One cheerful bit of news today is that the French People now have a Gentleman Farmer as their new Prime Minister Bayrou, who still lives in the farmhouse where he was born and raised.
Bad news for the Farmers of New Zealand:
UN is defunding petrol stations and imposing reduction in farm “emissions” in New Zealand through New Zealand banks – The Expose
“Federated Farmers, a lobbying group for all farmers in New Zealand, has sounded the alarm over the devastating effects on rural communities if banks continue to withdraw lending support for petrol stations, particularly those in small towns and rural areas. The organisation has received panicked calls from petrol station owners who are struggling to cope with the banks’ new policies.

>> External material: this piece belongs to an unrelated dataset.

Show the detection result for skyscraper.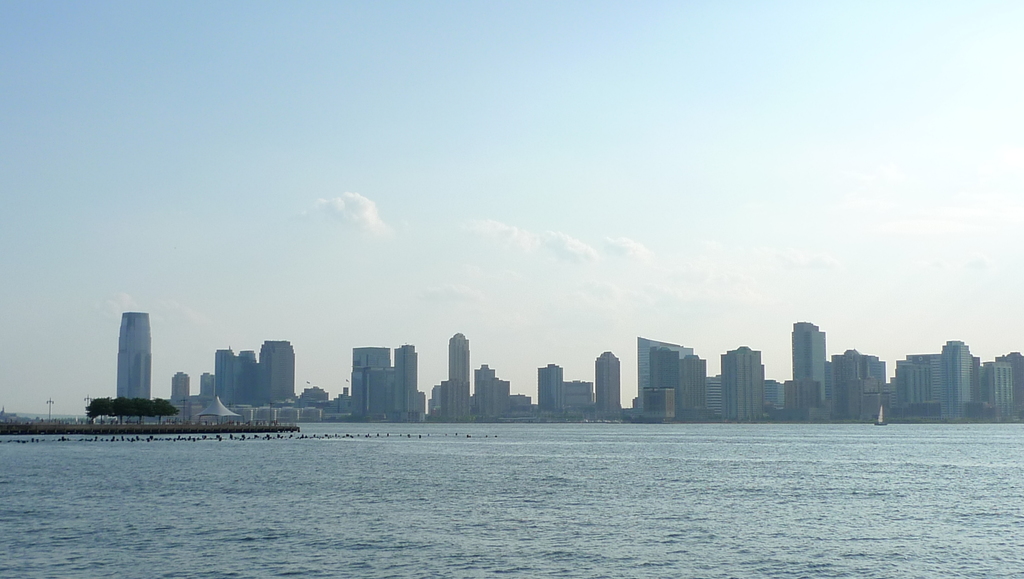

Banks are defunding petrol stations by 2030 as part of their commitment to the Net-Zero Banking Alliance, a global coalition of 140 banks convened by the United Nations.

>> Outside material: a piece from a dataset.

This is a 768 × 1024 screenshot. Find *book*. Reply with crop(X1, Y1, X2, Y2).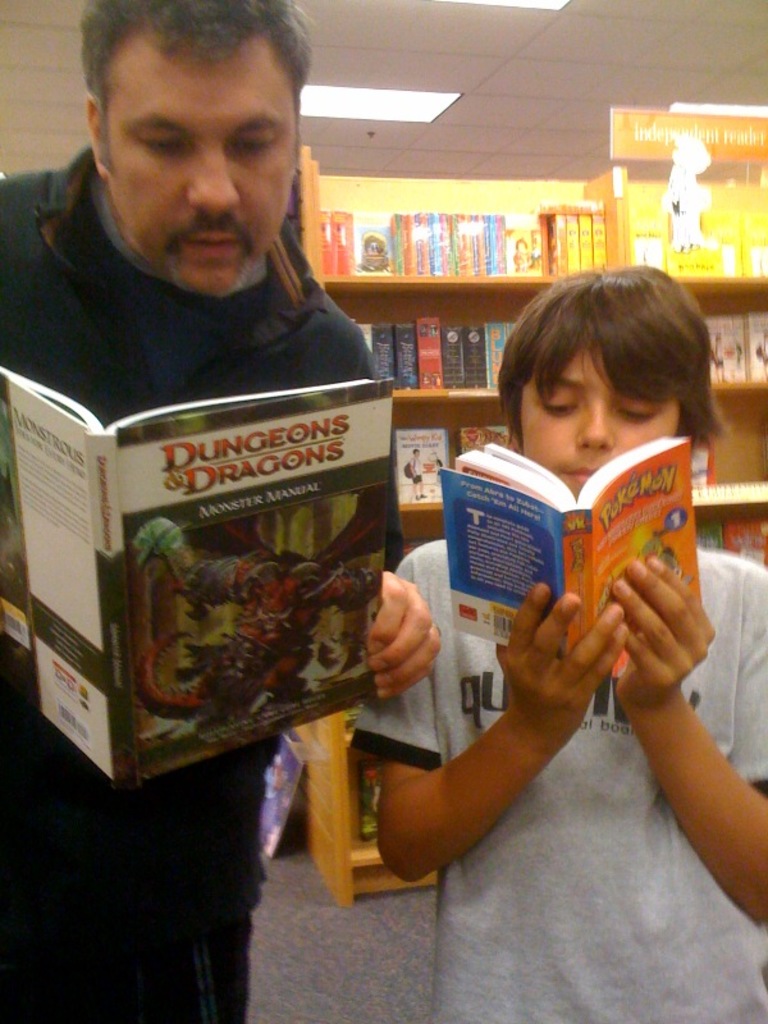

Farmers are also being subjected to unsettling questions from New Zealand banks about farm “emissions” and are facing targets being set by the banks to reduce “emissions.””
I hear things are extremely bad in New Zealand – the resistance really does have a fight on its hands.
Yes, isn’t it downright sinister that, even though nobody has ever voted a Green Party into power in any country (as far as I’m aware), because most citizens don’t want Extreme Green policies, the Globalists are now completely sidestepping all national legislatures of elected representatives in order to give SUPREME POWER TO THE BANKS to force Green Policies upon farmers, for example?
Whatever next, I wonder? Will BANKS start refusing to approve mortgages unless the homebuyers install heat pumps, solar panels, wind turbines, electric vehicles and prove that their whole family is now VEGAN?
How has it come to this, when someone like Advani, who hates “personal preference” can influence our economy? Even Christopher Hope on GB News this afternoon thought it fitting to condemn agricultural land investors for avoiding IHT, quite oblivious to the fact that the tenant farmers, who cannot afford freeholds, are producing food. The logic of his opinion was that he would prefer the State or BlackRock to own the land instead. Communist thought is everywhere like a disease.
Excellent points.
A wealth tax on unrealised asset gains would be the most pernicious. Not openly talked about in the uk, but is in the US. That would catch every home owner whose property has risen in price due to inflation. Even though the government most likely caused the inflation in the first place through QE or interest rates or energy price interventions.